Thursday, March 7, 2013

The Yardbirds: "Baby, What's Wrong?"

Or, Notes for a Skeptical Deiography of Eric Clapton (i.e., We Don't Believe He's God, but His Story Is Worth Telling Anyway), #1.4.

This Jimmy Reed number was the third track laid down at the December 10, 1963 session that produced "Boom Boom" and "Honey In Your Hips."  To be honest, I'm not sure when it was first released;  I first heard it on Crossroads

The Jimmy Reed version is utterly typical of him.  It stumbles (it actually sounds like it's stumbling) into a shambolic groove that's nevertheless sturdy enough to rock it steady to the end of the record.  The vocals sound phoned in, in that utterly charming, disarming way Reed had. 

The Yardbirds' version is pretty typical of them at this point - meaning it kind of splits the difference between the tentativeness of "Boom Boom" and the assuredness of "Honey In Your Hips."  Rhythmically they tighten up Reed's record predictably but effectively;  this actually cooks pretty nicely.  Clapton's guitar work outshines Reed's - he actually peels off a solo here, while Reed only gestures toward one.  As is often the case on these early records, it's Clapton's chordwork before and after the solo that dazzles more than the single-string picking, but it's all pretty tasty. 

It's not necessarily blues, you know?  Relf sounds like a snotty prep-school boy, but the arrangement is so peppy, yet so unaggressive, that it neuters any aggression his vocal might have contained.  And he doesn't play harp on this one, leaving Clapton's snappy guitar lines to shape the record entirely.

Not a bad trio of recordings for their first time in a studio.

Monday, March 4, 2013

The Royal Tenenbaums (2001)

Yeah, but this one still might be my favorite.

*

Clothes.  Have I talked about clothes in Wes Anderson's films?  In this one, for example, above and beyond their typical role in expressing Wes Anderson's timeless/mid-to-late-20th-century aesthetic by kaleidoscoping four or five decades into one, the clothes are meaningful.

They're obviously meaningful in one way.  The clothes the younger Tenenbaums-and-fellow-travelers wear are obvious indices to their warped characters.  Chas's gauche track suit indicates how thoroughly the death of his wife has thrown his life off track;  he's traded in the business suit he's worn since, virtually, birth for garb that expresses a perpetual state of alarm, of expecting the worst.  That it's the same uniform he dresses his kids in underscores his own forgone childhood, come back to bite him now.  Meanwhile Margot's ensembles, it's made clear, are the same ones (or unreasonably close facsimiles thereof) she was wearing at age 12, indicating that she's never grown up (the opposite of Chas, who never had a childhood - and therefore, in his own way, never grew out of one).  Richie's attire is the most absurd, wearing his tennis clothes under a horrible beige suit (the exact color all the boys in my church were wearing in 1980), unmistakeably indicating that he's stuck between life as a tennis player and life as an ordinary guy.  Eli's outfits are the funniest and most pathetic, of course;  he's the foppish urban cowboy tout court.

So, yeah, the clothes reflect character that way.  But let's not forget the other thing about them:  they're hideous.  The younger Tenenbaums, uniformly, have awful taste in clothes.  And this, I believe, isn't just an expression of directorial quirkiness.  Because look at how well Royal dresses.  He favors Lawrence Welk hues, but he rocks them.  He always looks fabulous.  And so does Etheline, in her Jackie O suits. 

So it's not just that the younger TAFTs lack clothes sense.  It's that, I think, they've intentionally abandoned clothes sense, or refused to acquire it, as a form of rebellion.  Their costumes individually reflect their individual damage, but also collectively reflect their collective damage.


= Problem =
Whenever a line carries the word "input", pull it out of the entries.

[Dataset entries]
┌────────
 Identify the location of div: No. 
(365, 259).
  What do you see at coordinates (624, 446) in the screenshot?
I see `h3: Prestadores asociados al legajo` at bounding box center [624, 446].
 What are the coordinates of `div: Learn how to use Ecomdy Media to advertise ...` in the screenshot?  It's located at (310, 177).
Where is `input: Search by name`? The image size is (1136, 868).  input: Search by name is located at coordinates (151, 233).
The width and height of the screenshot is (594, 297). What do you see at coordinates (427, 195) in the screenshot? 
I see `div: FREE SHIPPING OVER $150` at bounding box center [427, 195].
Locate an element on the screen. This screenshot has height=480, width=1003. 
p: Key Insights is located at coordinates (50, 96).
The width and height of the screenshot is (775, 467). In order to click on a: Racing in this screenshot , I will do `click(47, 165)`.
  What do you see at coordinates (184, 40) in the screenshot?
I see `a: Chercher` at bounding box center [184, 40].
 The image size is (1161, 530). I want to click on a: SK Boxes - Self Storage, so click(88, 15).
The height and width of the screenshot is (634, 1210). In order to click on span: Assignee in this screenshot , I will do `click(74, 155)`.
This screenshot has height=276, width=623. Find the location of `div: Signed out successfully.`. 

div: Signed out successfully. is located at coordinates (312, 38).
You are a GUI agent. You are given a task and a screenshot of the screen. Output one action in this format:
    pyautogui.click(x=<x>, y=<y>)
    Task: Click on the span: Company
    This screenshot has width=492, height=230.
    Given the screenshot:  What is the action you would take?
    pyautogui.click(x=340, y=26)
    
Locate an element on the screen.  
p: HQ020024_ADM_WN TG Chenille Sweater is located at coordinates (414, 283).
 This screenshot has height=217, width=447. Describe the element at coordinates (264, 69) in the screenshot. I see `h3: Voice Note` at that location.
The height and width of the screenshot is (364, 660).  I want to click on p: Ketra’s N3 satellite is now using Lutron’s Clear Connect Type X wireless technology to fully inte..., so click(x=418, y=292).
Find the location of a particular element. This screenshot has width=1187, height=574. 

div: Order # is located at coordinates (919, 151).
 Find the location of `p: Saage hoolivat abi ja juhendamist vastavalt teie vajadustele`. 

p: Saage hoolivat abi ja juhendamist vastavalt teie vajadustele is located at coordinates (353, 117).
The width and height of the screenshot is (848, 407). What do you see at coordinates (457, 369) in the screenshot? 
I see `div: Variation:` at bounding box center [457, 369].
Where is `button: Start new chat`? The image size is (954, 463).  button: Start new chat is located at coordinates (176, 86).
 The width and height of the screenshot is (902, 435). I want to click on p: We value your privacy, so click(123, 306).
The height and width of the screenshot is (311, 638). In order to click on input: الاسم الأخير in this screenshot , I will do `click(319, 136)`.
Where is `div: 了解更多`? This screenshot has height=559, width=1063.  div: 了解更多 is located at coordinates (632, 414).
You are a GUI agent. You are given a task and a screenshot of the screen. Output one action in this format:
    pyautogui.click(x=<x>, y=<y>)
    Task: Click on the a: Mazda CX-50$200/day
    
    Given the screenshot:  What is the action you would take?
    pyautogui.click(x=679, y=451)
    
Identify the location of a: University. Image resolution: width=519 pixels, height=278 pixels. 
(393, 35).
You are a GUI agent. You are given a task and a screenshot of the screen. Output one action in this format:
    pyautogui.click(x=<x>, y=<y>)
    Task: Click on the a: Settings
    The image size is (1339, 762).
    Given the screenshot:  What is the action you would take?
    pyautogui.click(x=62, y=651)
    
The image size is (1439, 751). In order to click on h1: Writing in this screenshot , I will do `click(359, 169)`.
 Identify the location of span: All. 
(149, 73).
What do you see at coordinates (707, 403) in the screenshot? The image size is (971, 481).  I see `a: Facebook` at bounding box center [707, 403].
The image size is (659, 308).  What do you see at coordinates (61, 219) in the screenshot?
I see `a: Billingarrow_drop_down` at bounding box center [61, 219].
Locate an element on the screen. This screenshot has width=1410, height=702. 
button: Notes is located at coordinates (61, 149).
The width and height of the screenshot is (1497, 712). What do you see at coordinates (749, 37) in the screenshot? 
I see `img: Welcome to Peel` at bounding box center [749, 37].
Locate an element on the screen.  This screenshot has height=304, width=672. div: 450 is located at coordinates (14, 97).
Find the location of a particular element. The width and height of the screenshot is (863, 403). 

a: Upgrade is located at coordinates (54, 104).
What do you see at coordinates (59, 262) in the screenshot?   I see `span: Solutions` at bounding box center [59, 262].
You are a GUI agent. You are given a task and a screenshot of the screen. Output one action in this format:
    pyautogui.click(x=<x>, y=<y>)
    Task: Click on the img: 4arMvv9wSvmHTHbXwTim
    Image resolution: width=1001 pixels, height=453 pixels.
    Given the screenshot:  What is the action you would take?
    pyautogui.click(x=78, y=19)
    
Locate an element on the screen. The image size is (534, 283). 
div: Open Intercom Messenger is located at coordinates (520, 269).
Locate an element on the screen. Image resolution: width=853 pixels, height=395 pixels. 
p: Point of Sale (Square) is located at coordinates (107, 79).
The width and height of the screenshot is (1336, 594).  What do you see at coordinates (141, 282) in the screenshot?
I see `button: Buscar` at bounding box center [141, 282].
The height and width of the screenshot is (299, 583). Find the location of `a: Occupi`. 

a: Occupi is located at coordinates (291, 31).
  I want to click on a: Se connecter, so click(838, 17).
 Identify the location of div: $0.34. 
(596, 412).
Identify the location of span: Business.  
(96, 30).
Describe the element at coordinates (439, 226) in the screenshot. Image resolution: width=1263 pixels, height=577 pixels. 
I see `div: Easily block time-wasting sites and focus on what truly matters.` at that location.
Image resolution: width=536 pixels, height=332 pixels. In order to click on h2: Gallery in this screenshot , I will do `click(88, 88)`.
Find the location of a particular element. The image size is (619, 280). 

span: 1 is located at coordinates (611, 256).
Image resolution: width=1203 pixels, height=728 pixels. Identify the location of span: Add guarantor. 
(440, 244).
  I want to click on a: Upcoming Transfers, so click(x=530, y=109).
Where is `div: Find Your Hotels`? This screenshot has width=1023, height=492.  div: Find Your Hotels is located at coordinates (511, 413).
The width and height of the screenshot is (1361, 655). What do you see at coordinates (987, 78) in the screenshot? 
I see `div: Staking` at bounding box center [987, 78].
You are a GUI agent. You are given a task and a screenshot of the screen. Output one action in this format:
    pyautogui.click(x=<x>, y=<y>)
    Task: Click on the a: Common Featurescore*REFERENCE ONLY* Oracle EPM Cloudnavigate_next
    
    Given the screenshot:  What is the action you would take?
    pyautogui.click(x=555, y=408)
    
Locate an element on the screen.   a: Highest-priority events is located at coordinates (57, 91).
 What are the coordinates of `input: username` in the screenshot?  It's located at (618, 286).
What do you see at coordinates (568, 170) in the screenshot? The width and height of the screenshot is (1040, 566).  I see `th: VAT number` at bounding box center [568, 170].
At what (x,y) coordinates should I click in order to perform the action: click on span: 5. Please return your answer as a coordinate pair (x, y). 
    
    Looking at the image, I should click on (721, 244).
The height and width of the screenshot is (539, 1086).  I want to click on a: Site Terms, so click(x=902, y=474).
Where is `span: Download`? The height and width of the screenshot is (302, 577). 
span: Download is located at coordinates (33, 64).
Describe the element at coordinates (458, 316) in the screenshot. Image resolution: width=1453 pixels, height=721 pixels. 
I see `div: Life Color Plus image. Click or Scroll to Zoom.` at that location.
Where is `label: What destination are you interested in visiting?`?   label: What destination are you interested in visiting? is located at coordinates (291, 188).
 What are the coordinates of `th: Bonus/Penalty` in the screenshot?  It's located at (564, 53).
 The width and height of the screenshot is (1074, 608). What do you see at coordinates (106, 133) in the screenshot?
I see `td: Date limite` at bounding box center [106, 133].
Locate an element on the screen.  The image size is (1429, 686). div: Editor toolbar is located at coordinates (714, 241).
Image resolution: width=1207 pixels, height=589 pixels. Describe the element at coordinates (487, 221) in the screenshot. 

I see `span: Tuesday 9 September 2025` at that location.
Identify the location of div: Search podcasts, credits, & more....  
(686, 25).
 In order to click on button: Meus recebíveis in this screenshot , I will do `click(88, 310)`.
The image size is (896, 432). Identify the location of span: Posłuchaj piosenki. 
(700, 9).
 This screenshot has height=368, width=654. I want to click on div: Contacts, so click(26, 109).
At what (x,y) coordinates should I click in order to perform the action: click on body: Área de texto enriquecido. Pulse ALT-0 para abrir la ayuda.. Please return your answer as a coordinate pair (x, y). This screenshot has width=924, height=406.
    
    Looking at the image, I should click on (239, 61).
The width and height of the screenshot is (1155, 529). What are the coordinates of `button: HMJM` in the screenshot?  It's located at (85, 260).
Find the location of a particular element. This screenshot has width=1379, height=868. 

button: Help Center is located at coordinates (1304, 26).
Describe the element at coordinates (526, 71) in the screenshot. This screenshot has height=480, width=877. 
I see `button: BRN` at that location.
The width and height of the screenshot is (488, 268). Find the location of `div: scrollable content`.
└────────
= Result of the exercise =
Where is `input: Search by name`? The image size is (1136, 868).  input: Search by name is located at coordinates (151, 233).
The height and width of the screenshot is (311, 638). In order to click on input: الاسم الأخير in this screenshot , I will do `click(319, 136)`.
 What are the coordinates of `input: username` in the screenshot?  It's located at (618, 286).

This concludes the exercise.